This article was originally published by the War on the Rocks on 1 March 2016.
For much of the 46-year Cold War, many of the West’s most gifted strategists focused their talents on how to prevent the two nuclear superpowers from engaging in a war that could destroy them both — and perhaps the rest of the human race along with them. With the Soviet Union’s collapse in 1991, the threat of nuclear Armageddon receded dramatically and the First Nuclear Age drew to a close.
The world is far different today. On the one hand, both the United States and Russia have far smaller nuclear arsenals than they did at the Cold War’s end. The New Strategic Arms Reduction Treaty (START) limits each country to no more than 1,550 deployed strategic nuclear warheads. At the same time, new nuclear powers have emerged. These developments have introduced a shift from the bipolar Cold War nuclear competition, to an increasingly multipolar competition among nuclear powers and the onset of the Second Nuclear Age.

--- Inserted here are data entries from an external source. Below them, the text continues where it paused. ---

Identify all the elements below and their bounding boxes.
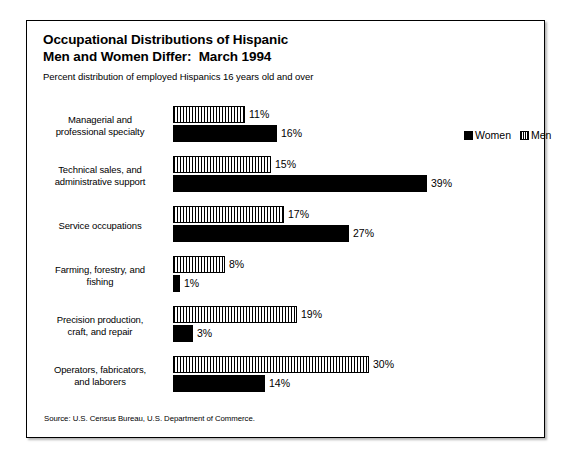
bars-container: 11% 16% (173, 101, 546, 151)
bar-row-women: 1% (173, 275, 199, 292)
bar-value-women: 3% (197, 328, 212, 339)
chart-title-line2: Men and Women Differ: March 1994 (43, 49, 473, 66)
category-label: Managerial and professional specialty (31, 101, 169, 151)
title-block: Occupational Distributions of Hispanic M… (43, 32, 473, 83)
bar-value-men: 8% (229, 259, 244, 270)
bar-group: Technical sales, and administrative supp… (27, 151, 546, 201)
bar-men (173, 306, 297, 323)
bar-row-men: 17% (173, 206, 309, 223)
bars-container: 19% 3% (173, 301, 546, 351)
bar-women (173, 125, 277, 142)
bar-group: Precision production, craft, and repair … (27, 301, 546, 351)
category-label: Precision production, craft, and repair (31, 301, 169, 351)
bar-value-women: 27% (353, 228, 374, 239)
source-note: Source: U.S. Census Bureau, U.S. Departm… (44, 414, 255, 423)
category-label-line: and laborers (74, 376, 126, 388)
bar-group: Farming, forestry, and fishing 8% 1% (27, 251, 546, 301)
bar-women (173, 175, 427, 192)
bar-row-men: 8% (173, 256, 244, 273)
category-label: Operators, fabricators, and laborers (31, 351, 169, 401)
bar-value-women: 14% (269, 378, 290, 389)
bar-men (173, 206, 284, 223)
bars-container: 30% 14% (173, 351, 546, 401)
bar-value-men: 19% (301, 309, 322, 320)
bar-group: Service occupations 17% 27% (27, 201, 546, 251)
category-label: Technical sales, and administrative supp… (31, 151, 169, 201)
bars-container: 15% 39% (173, 151, 546, 201)
bar-row-men: 19% (173, 306, 322, 323)
chart-title-line1: Occupational Distributions of Hispanic (43, 32, 473, 49)
category-label: Service occupations (31, 201, 169, 251)
bars-container: 8% 1% (173, 251, 546, 301)
bar-women (173, 225, 349, 242)
bar-men (173, 356, 369, 373)
bar-value-men: 17% (288, 209, 309, 220)
category-label-line: fishing (87, 276, 114, 288)
bar-women (173, 325, 193, 342)
category-label-line: administrative support (55, 176, 146, 188)
bar-value-women: 16% (281, 128, 302, 139)
category-label-line: Managerial and (68, 114, 132, 126)
chart-panel: Occupational Distributions of Hispanic M… (26, 20, 545, 438)
category-label-line: Precision production, (57, 314, 144, 326)
bar-value-men: 30% (373, 359, 394, 370)
bar-men (173, 256, 225, 273)
category-label-line: craft, and repair (68, 326, 133, 338)
bar-value-men: 11% (249, 109, 269, 120)
category-label-line: Service occupations (58, 220, 141, 232)
category-label-line: Operators, fabricators, (54, 364, 146, 376)
category-label-line: Farming, forestry, and (55, 264, 145, 276)
category-label: Farming, forestry, and fishing (31, 251, 169, 301)
bar-women (173, 275, 180, 292)
bars-container: 17% 27% (173, 201, 546, 251)
chart-subtitle: Percent distribution of employed Hispani… (43, 70, 473, 83)
bar-row-women: 39% (173, 175, 452, 192)
bar-row-men: 15% (173, 156, 296, 173)
bar-group: Managerial and professional specialty 11… (27, 101, 546, 151)
category-label-line: professional specialty (56, 126, 145, 138)
bar-group: Operators, fabricators, and laborers 30%… (27, 351, 546, 401)
bar-men (173, 156, 271, 173)
bar-value-women: 1% (184, 278, 199, 289)
plot-area: Managerial and professional specialty 11… (27, 101, 546, 401)
bar-row-women: 16% (173, 125, 302, 142)
bar-row-men: 11% (173, 106, 269, 123)
bar-women (173, 375, 265, 392)
bar-row-women: 27% (173, 225, 374, 242)
bar-men (173, 106, 245, 123)
bar-value-women: 39% (431, 178, 452, 189)
bar-row-women: 14% (173, 375, 290, 392)
bar-row-women: 3% (173, 325, 212, 342)
bar-row-men: 30% (173, 356, 394, 373)
bar-value-men: 15% (275, 159, 296, 170)
category-label-line: Technical sales, and (58, 164, 142, 176)
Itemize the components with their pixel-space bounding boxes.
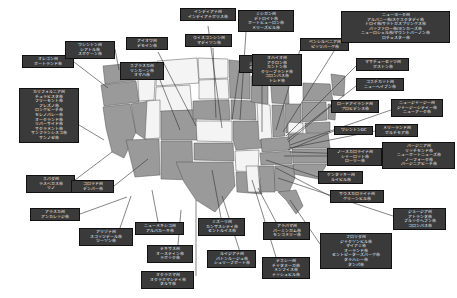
callout-city-name: ピッツバーグ市 [303, 45, 346, 50]
callout-city-name: ポートランド市 [25, 62, 71, 67]
callout-california[interactable]: カリフォルニア州チュラビスタ市フリーモント市フレズノ市ロングビーチ市モレノバレー… [19, 88, 79, 143]
state-northcarolina [292, 149, 331, 163]
state-florida [278, 190, 303, 214]
callout-alaska[interactable]: アラスカ州アンカレッジ市 [30, 208, 80, 221]
callout-city-name: シュリーブポート市 [210, 261, 253, 266]
callout-city-name: インディアナポリス市 [183, 15, 233, 20]
callout-ohio[interactable]: オハイオ州アクロン市カントン市クリーブランド市コロンバス市トレド市 [252, 54, 302, 86]
callout-virginia[interactable]: バージニア州リッチモンド市ニューポートニューズ市ノーフォーク市バージニアビーチ市 [382, 142, 455, 169]
state-maryland-dc [305, 122, 330, 133]
callout-city-name: トレド市 [255, 79, 299, 84]
callout-state-name: ワシントンDC [337, 128, 370, 133]
callout-newyork[interactable]: ニューヨーク州アルバニー市/スケネクタディ市トロイ市/サラトガスプリングス市バッ… [341, 11, 450, 43]
callout-city-name: ボストン市 [359, 65, 406, 70]
state-arizona [126, 139, 160, 177]
callout-washingtondc[interactable]: ワシントンDC [334, 126, 373, 135]
state-westvirginia [288, 122, 303, 133]
state-illinois [257, 103, 272, 140]
callout-city-name: メリーズビル市 [241, 26, 291, 31]
callout-newmexico[interactable]: ニューメキシコ州アルバカーキ市 [135, 222, 184, 235]
callout-texas[interactable]: テキサス州オースティン市ラボック市 [147, 245, 193, 263]
callout-michigan[interactable]: ミシガン州デトロイト市ポートヒューロン市メリーズビル市 [238, 10, 294, 32]
callout-city-name: バージニアビーチ市 [385, 162, 452, 167]
callout-city-name: モンゴメリー市 [266, 233, 307, 238]
callout-kentucky[interactable]: ケンタッキー州ルイビル市 [318, 171, 363, 184]
state-iowa [231, 100, 256, 120]
callout-city-name: ロチェスター市 [344, 36, 447, 41]
callout-city-name: ローリー市 [330, 159, 379, 164]
callout-indiana[interactable]: インディアナ州インディアナポリス市 [180, 8, 236, 21]
callout-city-name: アンカレッジ市 [33, 215, 77, 220]
state-texas [176, 162, 235, 212]
callout-rhodeisland[interactable]: ロードアイランド州プロビデンス市 [331, 100, 379, 113]
state-kansas [196, 121, 232, 142]
callout-city-name: スポケーン市 [68, 52, 112, 57]
callout-tennessee[interactable]: テネシー州チャタヌーガ市メンフィス市ナッシュビル市 [262, 257, 310, 279]
callout-arizona[interactable]: アリゾナ州スコッツデール市ツーソン市 [79, 228, 133, 246]
callout-city-name: リノ [29, 186, 72, 191]
callout-city-name: プロビデンス市 [334, 107, 376, 112]
state-oklahoma [194, 143, 234, 161]
callout-city-name: ニューヘイブン市 [359, 85, 401, 90]
state-missouri [233, 121, 262, 150]
state-oregon [101, 81, 139, 106]
callout-massachusetts[interactable]: マサチューセッツ州ボストン市 [356, 58, 409, 71]
callout-city-name: ツーソン市 [82, 239, 130, 244]
callout-iowa[interactable]: アイオワ州デモイン市 [126, 37, 168, 50]
state-northdakota [198, 58, 228, 79]
us-city-map-page: オレゴン州ポートランド市ワシントン州シアトル市スポケーン市カリフォルニア州チュラ… [0, 0, 457, 298]
callout-city-name: タルサ市 [144, 282, 191, 287]
callout-city-name: セントルイス市 [201, 229, 242, 234]
callout-northcarolina[interactable]: ノースカロライナ州シャーロット市ローリー市 [327, 148, 382, 166]
state-virginia [288, 133, 330, 148]
callout-louisiana[interactable]: ルイジアナ州バトンルージュ市シュリーブポート市 [207, 250, 256, 268]
callout-connecticut[interactable]: コネチカット州ニューヘイブン市 [356, 78, 404, 91]
callout-florida[interactable]: フロリダ州ジャクソンビル市マイアミ市オーランド市セントピーターズバーグ市タラハシ… [320, 233, 392, 269]
callout-georgia[interactable]: ジョージア州アトランタ市ブルックヘブン市コロンバス市 [393, 208, 446, 230]
callout-city-name: アルバカーキ市 [138, 229, 181, 234]
callout-city-name: サンノゼ市 [22, 136, 76, 141]
state-alabama [259, 166, 275, 192]
us-map-states [101, 58, 345, 214]
state-newyork [303, 83, 333, 101]
callout-washington[interactable]: ワシントン州シアトル市スポケーン市 [65, 41, 115, 59]
state-nebraska [193, 100, 230, 120]
callout-city-name: ニューアーク市 [394, 110, 440, 115]
state-mississippi [246, 166, 260, 192]
callout-missouri[interactable]: ミズーリ州カンザスシティ市セントルイス市 [198, 218, 245, 236]
callout-maryland[interactable]: メリーランド州ボルチモア市 [375, 124, 418, 137]
callout-wisconsin[interactable]: ウィスコンシン州マディソン市 [185, 34, 232, 47]
callout-alabama[interactable]: アラバマ州バーミンガム市モンゴメリー市 [263, 222, 310, 240]
callout-city-name: オマハ市 [123, 73, 161, 78]
callout-colorado[interactable]: コロラド州デンバー市 [71, 180, 114, 193]
state-colorado [161, 110, 197, 140]
callout-city-name: タンパ市 [323, 263, 389, 268]
callout-city-name: ルイビル市 [321, 178, 360, 183]
callout-southcarolina[interactable]: サウスカロライナ州グリーンビル市 [330, 190, 384, 203]
state-georgia [274, 165, 295, 194]
state-tennessee [260, 151, 292, 165]
callout-city-name: デンバー市 [74, 187, 111, 192]
state-southdakota [199, 79, 229, 99]
state-indiana [272, 105, 285, 137]
callout-newjersey[interactable]: ニュージャージー州ジャージーシティー市ニューアーク市 [391, 99, 443, 117]
state-utah [145, 100, 160, 139]
callout-nevada[interactable]: ネバダ州ラスベガス市リノ [26, 175, 75, 193]
callout-city-name: コロンバス市 [396, 224, 443, 229]
state-pennsylvania [302, 102, 327, 122]
callout-oklahoma[interactable]: オクラホマ州オクラホマシティ市タルサ市 [141, 271, 194, 289]
state-wyoming [155, 85, 192, 112]
callout-city-name: ラボック市 [150, 256, 190, 261]
callout-city-name: ボルチモア市 [378, 131, 415, 136]
state-kentucky [261, 137, 290, 152]
callout-nebraska[interactable]: ネブラスカ州リンカーン市オマハ市 [120, 62, 164, 80]
callout-city-name: デモイン市 [129, 44, 165, 49]
callout-city-name: グリーンビル市 [333, 197, 381, 202]
callout-city-name: マディソン市 [188, 41, 229, 46]
callout-city-name: ナッシュビル市 [265, 273, 307, 278]
state-newengland [331, 74, 345, 96]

Yet this new age has not yet produced the foundational analyses that guided policymakers through the First Nuclear Age. Perhaps it is because the Second Nuclear Age appears so much more complex than the first. Or maybe it is because the Second Nuclear Age lacks the immediate existential danger posed by the Soviet Union. Or it might be that in the current age the best analytic talent has been devoted primarily to reducing the number of nuclear players (nonproliferation) and number of weapons (arms control and disarmament), rather than the consequences of such efforts falling short of success.